The man was old and had a scar on one cheek. She would have loved to hear his life story, if only that had been possible. She put the silhouette into her bag; they bowed to each other and went their separate ways.
She hadn’t the slightest idea of what was happening when the attack took place. She felt an arm wrapped around her neck, bending her backwards, and at the same time somebody snatched her bag. When she screamed and tried to hang on to it, the arm around her neck tightened. She was punched in the stomach and left gasping for breath. She collapsed onto the pavement. It had come about so quickly and lasted no more than ten or fifteen seconds. A passing cyclist stopped to try to lift her to her feet, together with a woman who put down her heavy grocery bags in order to help. But Birgitta Roslin was unable to stand up. She sank down onto her knees and passed out.
When she recovered consciousness she was on a stretcher in an ambulance with sirens blaring. A doctor was pressing a stethoscope onto her chest. Everything was a blur. She remembered having her bag stolen. But why was she in an ambulance? She tried to ask the doctor with the stethoscope. But he answered in Chinese: she deduced from his gestures that he wanted her to keep quiet and not move. Her throat felt very tender. Perhaps she had been seriously injured? The thought scared her stiff. She might have been killed. Whoever had attacked her hadn’t hesitated to do so, despite the broad daylight in a busy street.

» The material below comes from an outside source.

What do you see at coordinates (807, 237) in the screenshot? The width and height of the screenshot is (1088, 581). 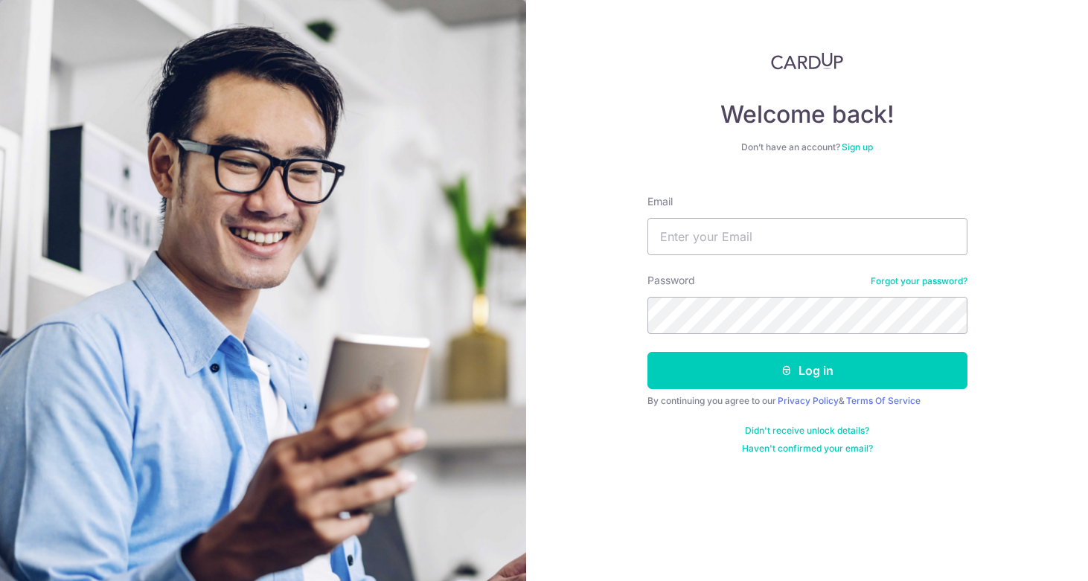 I see `input: Enter your Email` at bounding box center [807, 237].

She started crying. The doctor reacted by feeling her pulse. Even as he did so the ambulance came to a halt, and the back doors were opened. She was transferred to another stretcher and wheeled along a corridor with very bright lights. She was sobbing uncontrollably and didn’t notice being given a tranquilliser. She drifted away as if on a groundswell, surrounded by Chinese faces that seemed to be swimming in the same waters as she was: their heads, bobbing up and down in the waves, were preparing to accept the Great Helmsman as he approached the shore after a long and strenuous swim.
When she regained consciousness she was in a room with dimmed lights and drawn curtains. A man in uniform was sitting on a chair next to the door. When he saw that she had opened her eyes, he stood up and left the room. Shortly afterwards two other men in uniform entered the room, accompanied by a doctor who spoke to her in English with a strong American accent.